Hyperion: Ingredients for Life Found On Saturn's Moon
NASA's Cassini spacecraft has revealed for the first time surface details of Saturn's moon Hyperion, including cup-like craters filled with hydrocarbons.
This incredible discovery is leading scientists to speculate that the ingredients for life may be much more common in our solar system that previously believed. It may also indicate a more widespread possibility of basic chemicals necessary for life existing throughout the universe. Images of the brightest regions of Hyperion's surface also show frozen water that is crystalline in form, like that found on Earth.
"Of special interest is the presence on Hyperion of hydrocarbons – combinations of carbon and hydrogen atoms that are found in comets, meteorites, and the dust in our galaxy," said Dale Cruikshank, a planetary scientist at NASA's Ames Research Center, Moffett Field, Calif., and the paper's lead author. "These molecules, when embedded in ice and exposed to ultraviolet light, form new molecules of biological significance. This doesn't mean that we have found life, but it is a further indication that the basic chemistry needed for life is widespread in the universe."
Hyperion, Saturn's eighth largest moon, has a chaotic spin and orbits Saturn every 21 days. The up-close view of Hyperion revealed a low-density body blasted by impacts over eons. Scientists believe that the spongy appearance of Hyperion is caused by a phenomenon called thermal erosion, in which dark materials accumulating on crater floors are warmed by sunlight and melt deeper into the surface, allowing surrounding ice to vaporize away.
"Most of Hyperion's surface ice is a mix of frozen water and organic dust, but carbon dioxide ice is also prominent. The carbon dioxide is not pure, but is somehow chemically attached to other molecules," explained Cruikshank.
Cassini's ultraviolet imaging spectrograph and visual and infrared mapping spectrometer captured surprising compositional variations in Hyperion's surface. These instruments, capable of mapping mineral and chemical features of the moon, sent back data confirming the presence of frozen water found by earlier ground-based observations, but also discovered solid carbon dioxide (dry ice) mixed with ordinary ice in an extraordinary way.
Research of extremophiles on Earth is revealing that life exists on our planet in a wide variety of harsh and strange condition. This type of research is leading scientists to speculate that any planet or moon supplying the basic “ingredients of life”, could potentially harbor some form of biology.
Posted by Rebecca Sato
*This post was adapted from a news release issued by NASA/Ames Research Center.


## Aim of the task
Which of the lines below include "annotation"? Each one should be copied out.

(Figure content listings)
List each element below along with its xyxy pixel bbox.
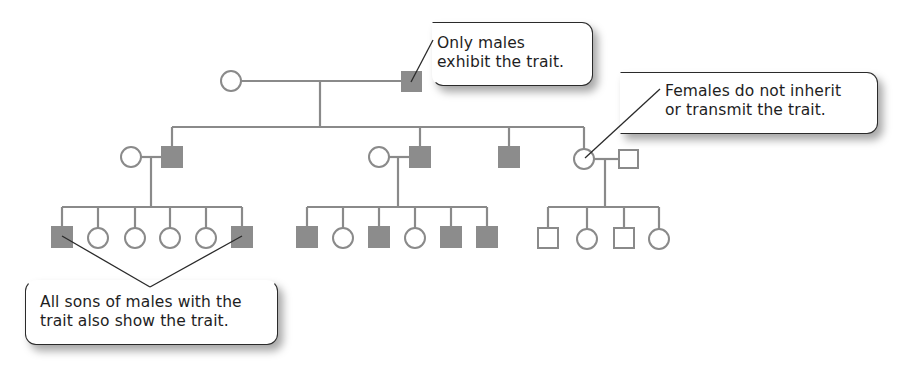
callout-line-2: trait also show the trait. — [40, 312, 242, 331]
male-affected-symbol — [52, 227, 72, 247]
male-affected-symbol — [441, 227, 461, 247]
male-affected-symbol — [297, 227, 317, 247]
male-affected-symbol — [477, 227, 497, 247]
female-unaffected-symbol — [369, 147, 389, 167]
male-affected-symbol — [499, 147, 519, 167]
female-unaffected-symbol — [221, 71, 241, 91]
female-unaffected-symbol — [160, 228, 180, 248]
female-unaffected-symbol — [121, 147, 141, 167]
callout-text: Females do not inherit or transmit the t… — [665, 82, 841, 120]
male-affected-symbol — [402, 72, 421, 91]
pedigree-diagram: Only males exhibit the trait. Females do… — [0, 0, 898, 371]
callout-females-do-not-inherit: Females do not inherit or transmit the t… — [620, 72, 878, 134]
callout-all-sons: All sons of males with the trait also sh… — [25, 280, 278, 345]
male-unaffected-symbol — [614, 228, 634, 248]
callout-line-1: Females do not inherit — [665, 82, 841, 101]
pedigree-symbols — [52, 71, 669, 249]
male-affected-symbol — [410, 147, 430, 167]
male-affected-symbol — [369, 227, 389, 247]
callout-line-1: All sons of males with the — [40, 293, 242, 312]
callout-line-2: exhibit the trait. — [437, 53, 564, 72]
female-unaffected-symbol — [88, 228, 108, 248]
callout-text: Only males exhibit the trait. — [437, 34, 564, 72]
female-unaffected-symbol — [577, 229, 597, 249]
female-unaffected-symbol — [574, 149, 594, 169]
callout-only-males: Only males exhibit the trait. — [432, 22, 593, 86]
female-unaffected-symbol — [196, 228, 216, 248]
callout-text: All sons of males with the trait also sh… — [40, 293, 242, 331]
female-unaffected-symbol — [405, 228, 425, 248]
callout-line-2: or transmit the trait. — [665, 101, 841, 120]
female-unaffected-symbol — [333, 228, 353, 248]
male-unaffected-symbol — [538, 228, 558, 248]
male-unaffected-symbol — [619, 150, 638, 168]
male-affected-symbol — [162, 147, 182, 167]
pedigree-lines — [62, 81, 659, 229]
female-unaffected-symbol — [125, 228, 145, 248]
male-affected-symbol — [232, 227, 252, 247]
female-unaffected-symbol — [649, 229, 669, 249]
callout-line-1: Only males — [437, 34, 564, 53]
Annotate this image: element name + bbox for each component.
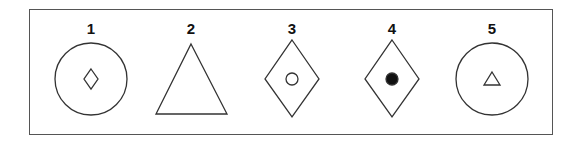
figure-2 [156, 44, 227, 114]
figure-5 [456, 43, 528, 115]
figure-4 [365, 40, 419, 117]
figure-shapes [0, 0, 566, 143]
triangle-shape [156, 44, 227, 114]
triangle-shape [484, 72, 500, 85]
diamond-shape [84, 69, 98, 89]
diamond-shape [265, 40, 319, 117]
circle-shape [55, 43, 127, 115]
figure-3 [265, 40, 319, 117]
figure-1 [55, 43, 127, 115]
filled-circle-shape [386, 73, 398, 85]
circle-shape [456, 43, 528, 115]
circle-shape [286, 73, 298, 85]
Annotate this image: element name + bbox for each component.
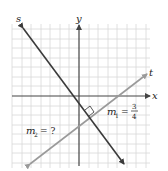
m2-equals-question: = ? <box>40 126 55 136</box>
m1-denominator: 4 <box>132 113 137 121</box>
m2-subscript: 2 <box>34 131 38 138</box>
m1-subscript: 1 <box>115 112 119 119</box>
x-axis-label: x <box>152 90 158 101</box>
m1-equals: = <box>121 107 129 117</box>
coordinate-plane-diagram: s y t x m 1 = 3 4 m 2 = ? <box>0 0 168 171</box>
line-s-label: s <box>16 13 21 24</box>
m1-numerator: 3 <box>132 103 136 111</box>
line-t-label: t <box>149 67 154 78</box>
y-axis-label: y <box>75 13 82 24</box>
line-t <box>30 74 147 164</box>
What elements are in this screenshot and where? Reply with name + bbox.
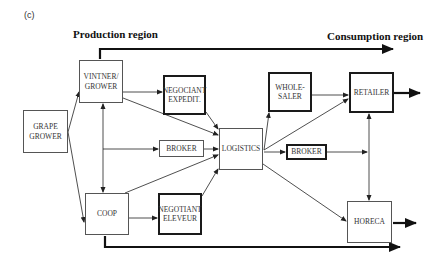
node-horeca: HORECA (347, 201, 392, 243)
node-broker-consumption: BROKER (286, 144, 327, 160)
node-negotiant-eleveur: NEGOTIANT ELEVEUR (158, 193, 202, 235)
node-retailer: RETAILER (349, 72, 394, 113)
node-grape-grower: GRAPE GROWER (23, 110, 68, 153)
node-coop: COOP (85, 193, 129, 235)
node-broker-production: BROKER (159, 140, 204, 157)
node-vintner-grower: VINTNER/ GROWER (79, 60, 123, 103)
node-negociant-expedit: NEGOCIANT EXPEDIT. (163, 75, 206, 115)
node-wholesaler: WHOLE- SALER (268, 72, 312, 112)
node-logistics: LOGISTICS (219, 128, 263, 170)
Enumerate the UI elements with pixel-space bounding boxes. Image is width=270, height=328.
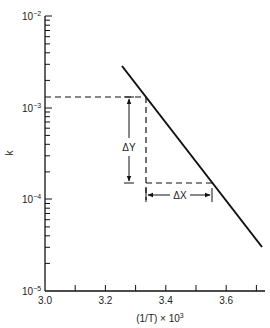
x-tick-label-3.4: 3.4 [159, 295, 173, 306]
y-minor-ticks [45, 20, 50, 263]
x-axis: 3.0 3.2 3.4 3.6 (1/T) × 103 [38, 285, 265, 324]
x-tick-label-3.6: 3.6 [219, 295, 233, 306]
y-tick-label-1e-3: 10−3 [22, 102, 41, 114]
y-axis: 10−2 10−3 10−4 10−5 k [4, 10, 52, 297]
delta-y-annotation: ΔY [122, 97, 136, 183]
delta-y-label: ΔY [122, 142, 136, 153]
x-tick-label-3.0: 3.0 [38, 295, 52, 306]
x-tick-label-3.2: 3.2 [98, 295, 112, 306]
y-axis-label: k [4, 150, 15, 156]
data-line [122, 66, 262, 247]
y-tick-label-1e-4: 10−4 [22, 193, 41, 205]
chart: 10−2 10−3 10−4 10−5 k 3.0 3.2 3.4 3.6 (1… [0, 0, 270, 328]
delta-x-annotation: ΔX [146, 188, 212, 202]
y-tick-label-1e-2: 10−2 [22, 10, 41, 22]
x-axis-label: (1/T) × 103 [136, 312, 184, 324]
delta-x-label: ΔX [173, 190, 187, 201]
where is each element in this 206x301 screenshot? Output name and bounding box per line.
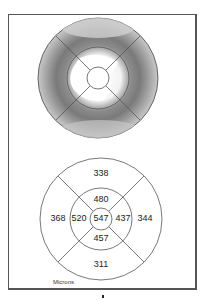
figure-canvas: 338 368 344 311 480 520 437 457 547 Micr… — [0, 0, 206, 301]
outer-right-value: 344 — [137, 213, 152, 223]
inner-inferior-value: 457 — [93, 233, 108, 243]
units-label: Microns — [53, 279, 74, 285]
outer-inferior-value: 311 — [94, 259, 108, 269]
etdrs-grid: 338 368 344 311 480 520 437 457 547 Micr… — [40, 158, 162, 285]
inner-right-value: 437 — [115, 213, 130, 223]
center-value: 547 — [93, 213, 108, 223]
inner-left-value: 520 — [71, 213, 86, 223]
outer-left-value: 368 — [50, 213, 65, 223]
inner-superior-value: 480 — [93, 194, 108, 204]
marker-dot — [102, 295, 104, 298]
outer-superior-value: 338 — [93, 168, 108, 178]
thickness-map — [38, 14, 158, 140]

## Answer section
delta-y-annotation: ΔY [122, 97, 136, 183]
delta-x-annotation: ΔX [146, 188, 212, 202]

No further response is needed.